Riazanov’s insistence on academic autonomy and his refusal to subordinate scholarship to political expediency brought him increasingly into conflict with the emerging Stalinist intellectual regime. By the late 1920s, as the Soviet state consolidated ideological control and liquidated independent centers of intellectual authority, Riazanov’s independence became intolerable.

His arrest in 1931, on fabricated charges involving alleged association with a fictitious “Menshevik Center,” was a clear attempt to eliminate the last vestiges of Marxological scholarship not dominated by the party bureaucracy. Expelled from the Institute and exiled to Saratov, Riazanov continued to work as a librarian and scholar under surveillance. In 1938, during the height of the Great Terror, he was executed after a perfunctory judicial process.

Rehabilitation and Legacy

Riazanov was officially rehabilitated in 1958, though the Soviet state never restored the full scope of his scholarly vision or acknowledged the extent to which Stalinist orthodoxy had impoverished Marxist studies. Nevertheless, his legacy remains foundational. Modern critical editions of Marx and Engels—including the post-1960s MEGA2 project—are unthinkable without Riazanov’s pioneering work. His editorial principles, archival discoveries, and bibliographic precision set the standard for a global field that continues to draw upon his methods.

Beyond his philological achievements, Riazanov stands as a symbol of Marxism’s intellectual integrity: a scholar who resisted the instrumentalization of theory by the state, and who treated Marxism not as a dogma but as a historically grounded, evolving field of inquiry. His life charts both the possibilities and tragedies of revolutionary scholarship in the 20th century.

Bibliography

Primary Sources

• Riazanov, David. Karl Marx and Friedrich Engels: An Introduction to Their Lives and Work. Translated by Richard Dixon. New York: Monthly Review Press, 1973.

• Riazanov, David. “The First International.” In The First International: Minutes and Documents, edited by David Riazanov. London: New Park Publications, 1964.
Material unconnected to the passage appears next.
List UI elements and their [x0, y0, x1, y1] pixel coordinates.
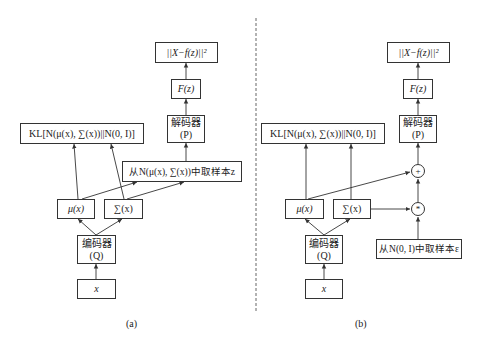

• Marx, Karl, and Friedrich Engels. Marx-Engels Gesamtausgabe (MEGA). Various editors including David Riazanov. Berlin: Marx-Engels Institute, 1927–1935.

Secondary Sources

• Anderson, Kevin B. “David Riazanov and the Origins of Marxological Scholarship.” Studies in East European Thought 46, no. 2/3 (1994): 159–177.

• Bober, Stanley. Marx and the Marxists: The Twilight of the Gods. London: Routledge, 1988.

• Draper, Hal. “The Rediscovery of Marx and Engels: David Riazanov and the MEGA.” In Marx-Engels Cyclopedia, edited by Hal Draper. New York: Schocken Books, 1985.

• Rowley, David G. Riazanov and the Fate of Independent Marxism in the USSR. Stanford, CA: Hoover Institution Press, 1999.

• Tucker, Robert C. Stalin in Power: The Revolution from Above, 1928–1941. New York: W. W. Norton, 1990.

• Wada, Haruki. “Riazanov and Soviet Marxology.” International Review of Social History 32, no. 1 (1987): 1–30.